The girl came, numbly. Neither spoke. There was, somehow, nothing to say. Fallon took down a heavy metal curtain rod, holding it like a club.
The front doors had broken in. People trampled through in the blind strength of terror. Fallon shrugged.
"No way to get past them," he said. "Stay close to me. And for God's sake, don't fall down."
The girl's wet blonde head nodded. She took hold of the waistband of his trunks, and her hand was like ice against his spine.
Out through broken doors into a narrow street, and then the crowd spread out a little, surging up a hillside. Police sirens were beginning to wail up in the town.
Down below, the beaches were cleared of people. And still the things came in from the sea. Fallon could see over the Santa Monica Pier now, and the broad sweep of sand back of the yacht harbor was black with surging bodies.

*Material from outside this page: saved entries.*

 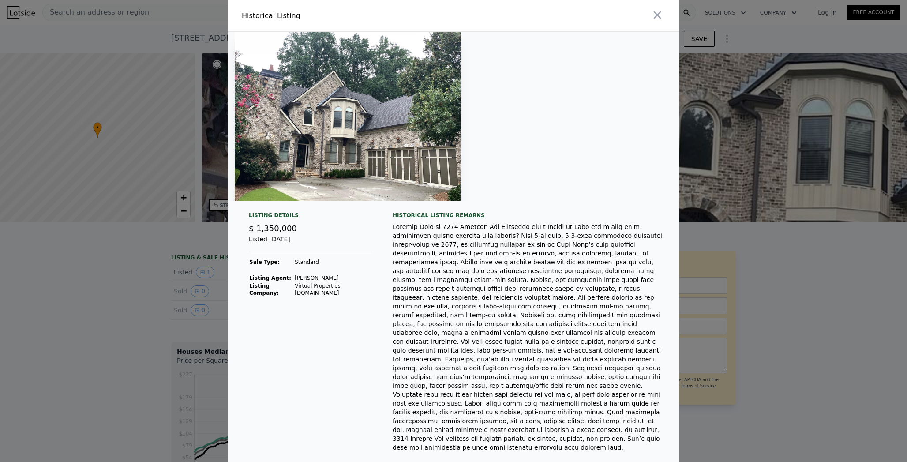 I want to click on strong: Listing Company:, so click(x=264, y=289).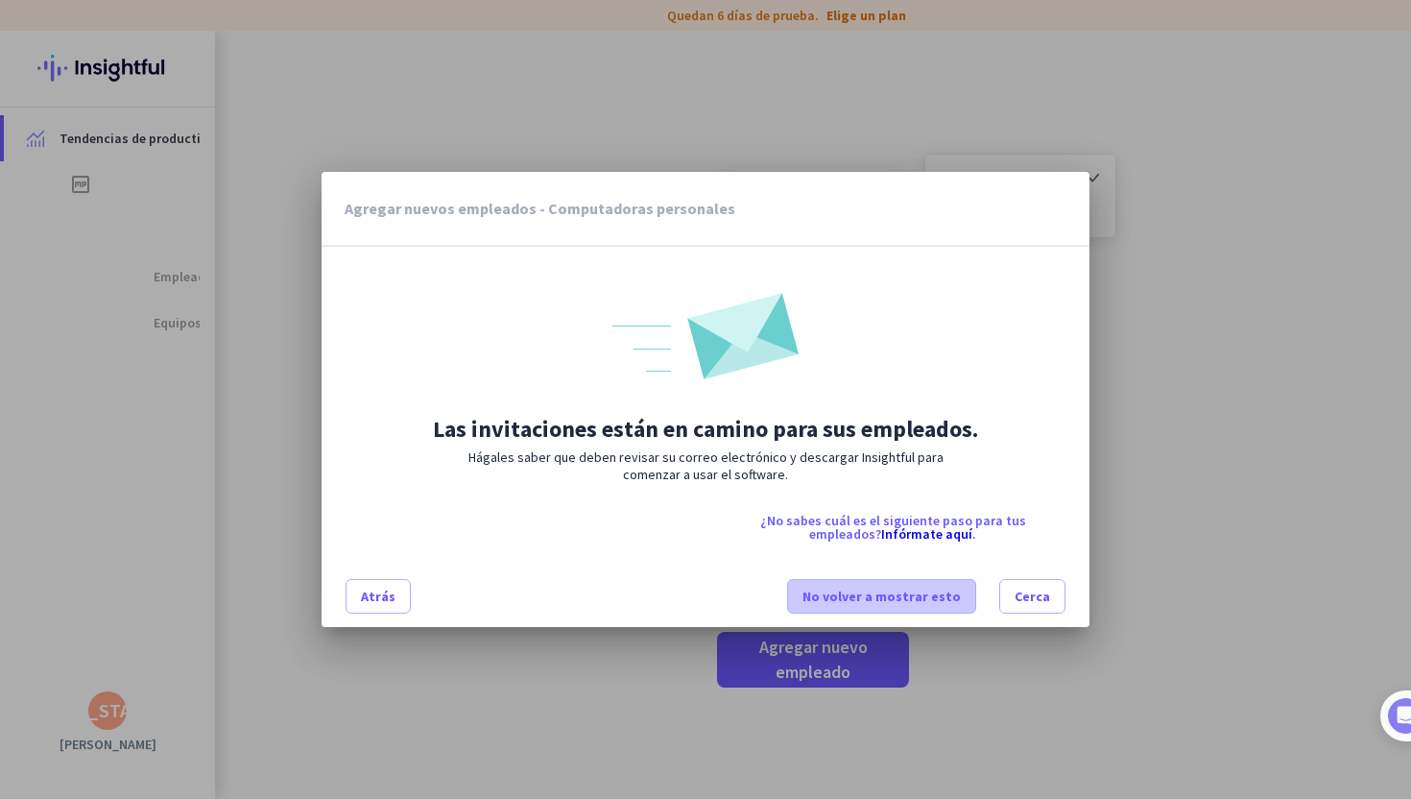 This screenshot has height=799, width=1411. What do you see at coordinates (706, 474) in the screenshot?
I see `font: comenzar a usar el software.` at bounding box center [706, 474].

Most of the yachts were sunk. The bell-buoy had stopped ringing.
The sunlight was suddenly dim. Fallon looked up. His grey-green eyes widened, and his teeth showed white in a snarl of fear.
Thundering in on queer heavy wings, their bodies hiding the sun, were beasts that stopped his heart in cold terror.
They had changed, of course. The bat-like wings had been broadened and strengthened. They must, like the other sea-born monsters, have developed lungs.